FD-SOI Better Than FinFET?
by Paul McLellan on 04-27-2014 at 9:16 am

As I said earlier in the month, I was going to be talking about FD-SOI at the Electronic Design Process Symposium (EDPS) in Monterey. I am not especially an expert on FD-SOI but I know enough to be dangerous and given that we were already talking about FinFET and 3D/2.5D chips, it fitted in nicely.

The 10,000 foot view is that FD-SOI has some things for which it seems to be superior to FinFET. But ST Microelectronics is the only company that is committed to it (Global Foundries announced last year that they would be second sourcing it, but then they lost enthusiasm. And that was before the recent Samsung announcement). Wally Rhines dinner keynote pointed to the other problem that only having ST involved means that the learning will be slower for FD-SOI than FinFET and so even though it might have a cost and some other advantages, those could be overwhelmed by wafer volume. Despite Cooley’s snide remarks in his latest newsletter about this, I’ve talked about this before and I talked about it again at Monterey.

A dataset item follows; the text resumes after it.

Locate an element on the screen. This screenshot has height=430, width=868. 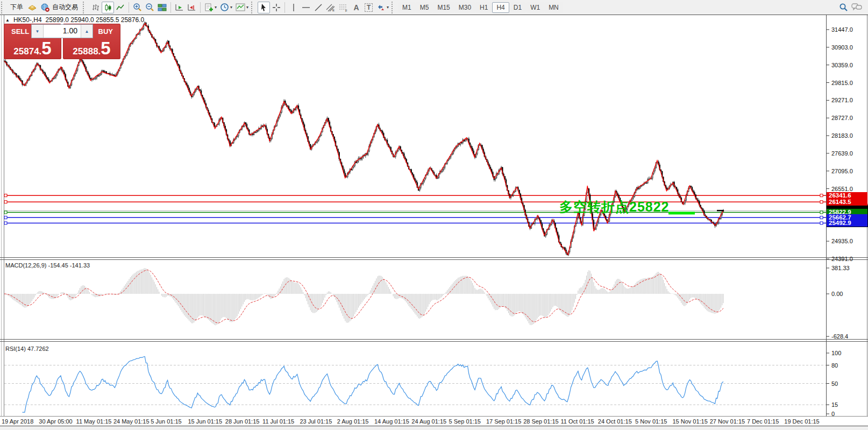
arrow-shapes-icon is located at coordinates (381, 8).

Much of what I used as base material for my talk came from ST’s various presentations on the technology over the last 6 months or so. But another key source was a recent report by Handel Jones of IBS that I talked about herecalled Why Migration to FD-SOI is a Better Approach Than Bulk CMOS and FinFETs at 20nm and 14/16nm for Price-Sensitive Markets. Handel had put together cost models for both FinFETs and FD-SOI and came to the conclusion that FD-SOI is marginally cheaper than bulk planer (the more expensive starting material is offset by fewer processing steps). His analysis comparing FD-SOI to FinFET concludes that:At 14nm/16nm, the FD-SOI die cost for a 100mm[SUP]2[/SUP] die is 28.2% lower than the bulk FinFET die cost and has higher yield. The leakage of FD-SOI devices is projected to be comparable to that of FinFET devices.

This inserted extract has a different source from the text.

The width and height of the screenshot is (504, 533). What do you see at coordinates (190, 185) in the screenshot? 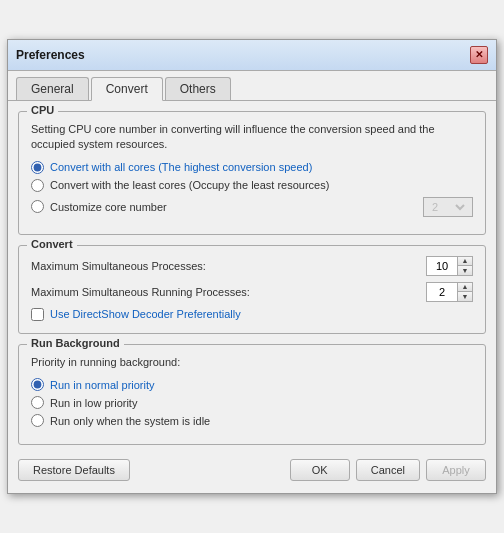
I see `least-cores-label: Convert with the least cores (Occupy the…` at bounding box center [190, 185].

I have said many times before that I think that people underestimate the economic end of Moore’s Law. Yes, transistors will be faster, and yes they will be lower power. But you will not get more transistors per dollar and this means that the strong economic driver that has driven the whole electronics industry, especially when looked at over decadal timescales, is at best weaking a lot and at worse going away. Never again will we hae another transformation like that one that made multimillion dollar flight simulators available in your pocket for a few hundred dollars reducing the cost by a factor of maybe 50,000 in the last 30 years. FD-SOI is clearly one opportunity to get that back on track at least for a couple more process generations. Carpe Diem, or Carpe Die in FD-SOI anyway.

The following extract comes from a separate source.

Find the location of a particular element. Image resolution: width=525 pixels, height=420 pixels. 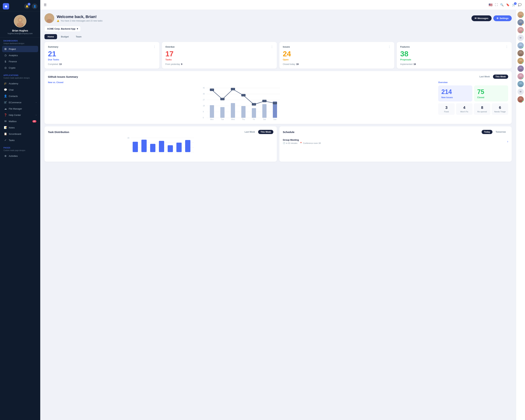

Funnily enough, the week before I was at the GSA Silicon Symposium where on one panel people said they had seen these graphs and they were not true. Then after that I went to the Mentor user group meeting U2U and heard that the Samsung keynote had said that 20/14nm would not reduce costs, and later in the day I attended a TSMC presentation saying 16nm would not be a cost-reduction node. So I guess we will just have to wait and see. If FD-SOI designs really are nearly 30% cheaper than FinFET then that is a big gap to close by yield learning, it is approximately half a process node (and an old cost-reduction one at that).